6. Training and Programming for Strength
- In-depth discussion of periodization (it doesn’t mean what you think it does)
- What are the correlations between muscle mass and powerlifting success?
- What’s the best way to develop efficiency with the lifts?
- How important is intensity in building strength?
- How often should you lift, and what factors impact that decision?
- How should you peak for a powerlifting meet?

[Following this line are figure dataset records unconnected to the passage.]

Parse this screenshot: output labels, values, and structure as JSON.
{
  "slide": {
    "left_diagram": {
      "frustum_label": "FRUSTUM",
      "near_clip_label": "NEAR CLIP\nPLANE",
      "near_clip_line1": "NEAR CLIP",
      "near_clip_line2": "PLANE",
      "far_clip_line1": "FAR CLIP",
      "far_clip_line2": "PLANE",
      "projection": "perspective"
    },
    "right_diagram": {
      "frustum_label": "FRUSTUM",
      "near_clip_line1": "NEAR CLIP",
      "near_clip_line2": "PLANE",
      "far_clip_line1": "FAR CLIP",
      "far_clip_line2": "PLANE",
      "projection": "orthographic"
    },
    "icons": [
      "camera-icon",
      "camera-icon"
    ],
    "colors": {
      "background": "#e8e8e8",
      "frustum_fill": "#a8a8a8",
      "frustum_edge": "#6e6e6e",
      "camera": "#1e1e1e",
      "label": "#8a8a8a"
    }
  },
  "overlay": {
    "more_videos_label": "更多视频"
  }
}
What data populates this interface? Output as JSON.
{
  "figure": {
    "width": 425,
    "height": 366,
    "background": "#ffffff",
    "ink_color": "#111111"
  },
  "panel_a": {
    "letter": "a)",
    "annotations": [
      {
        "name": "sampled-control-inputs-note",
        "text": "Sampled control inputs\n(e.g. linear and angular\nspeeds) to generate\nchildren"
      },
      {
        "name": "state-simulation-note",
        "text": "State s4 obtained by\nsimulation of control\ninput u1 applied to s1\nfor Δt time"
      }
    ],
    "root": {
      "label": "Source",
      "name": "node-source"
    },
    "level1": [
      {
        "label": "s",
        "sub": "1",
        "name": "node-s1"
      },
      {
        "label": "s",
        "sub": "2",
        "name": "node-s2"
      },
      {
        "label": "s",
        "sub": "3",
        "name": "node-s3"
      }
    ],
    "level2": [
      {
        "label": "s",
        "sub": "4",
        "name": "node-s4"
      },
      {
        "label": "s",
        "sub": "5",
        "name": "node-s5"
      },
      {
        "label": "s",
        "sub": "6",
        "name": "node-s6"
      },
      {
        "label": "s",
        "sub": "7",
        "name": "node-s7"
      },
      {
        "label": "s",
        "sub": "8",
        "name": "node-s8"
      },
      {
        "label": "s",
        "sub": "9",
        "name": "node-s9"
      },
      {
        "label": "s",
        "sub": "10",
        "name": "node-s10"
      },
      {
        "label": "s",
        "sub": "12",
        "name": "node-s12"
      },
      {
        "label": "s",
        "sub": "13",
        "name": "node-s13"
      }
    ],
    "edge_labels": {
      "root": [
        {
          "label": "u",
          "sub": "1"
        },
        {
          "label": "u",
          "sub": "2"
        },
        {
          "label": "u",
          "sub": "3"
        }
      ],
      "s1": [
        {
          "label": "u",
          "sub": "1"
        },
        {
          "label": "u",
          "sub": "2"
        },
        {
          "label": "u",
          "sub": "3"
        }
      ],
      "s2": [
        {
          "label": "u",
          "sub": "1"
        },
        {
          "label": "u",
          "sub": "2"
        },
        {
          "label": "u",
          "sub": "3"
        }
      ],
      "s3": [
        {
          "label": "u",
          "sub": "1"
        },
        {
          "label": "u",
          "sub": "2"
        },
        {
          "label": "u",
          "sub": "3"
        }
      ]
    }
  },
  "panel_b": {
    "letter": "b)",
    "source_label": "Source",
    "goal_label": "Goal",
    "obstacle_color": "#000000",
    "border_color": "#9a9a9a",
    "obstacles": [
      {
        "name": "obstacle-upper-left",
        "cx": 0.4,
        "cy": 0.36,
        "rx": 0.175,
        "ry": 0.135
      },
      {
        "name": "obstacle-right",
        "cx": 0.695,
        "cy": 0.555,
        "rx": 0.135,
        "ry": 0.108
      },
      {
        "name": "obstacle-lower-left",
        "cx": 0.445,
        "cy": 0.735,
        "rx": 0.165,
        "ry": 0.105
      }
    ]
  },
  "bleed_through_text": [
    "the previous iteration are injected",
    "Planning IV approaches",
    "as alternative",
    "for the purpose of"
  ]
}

- How much do personal leverages impact strength?Â
We’ve spent years as coaches, athletes, and content creators:
About Greg Nuckols
Greg Nuckols is the owner and founder of Strengtheory.com, a website dedicated to combining lifting advice with biomechanics and scientific theory. More than 250,000 people visit and learn from Strengtheory articles each month. Greg is very tapped into what questions people have and what information is often misconstrued. Practicing what he preaches, Greg has held 3 all-time world records in powerlifting. His current numbers are a 755lb. squat, 475lb. bench, and 725lb. deadlift.
About Omar Isuf
Omar Isuf is the owner of the most popular fitness YouTube channel in Canada. As such, Omar interacts with hundreds of viewers every day, answering questions and using feedback to create content that’s both informative and accessible. Omar understands what lifters need to know and what information is easily misconstrued. He has collaborated with the best in the industry on various video projects and dispelled myths about nutrition, hypertrophy, strength, and movement. Omar’s best lifts are a 500lb. squat, 350lb. bench, and 585lb. deadlift.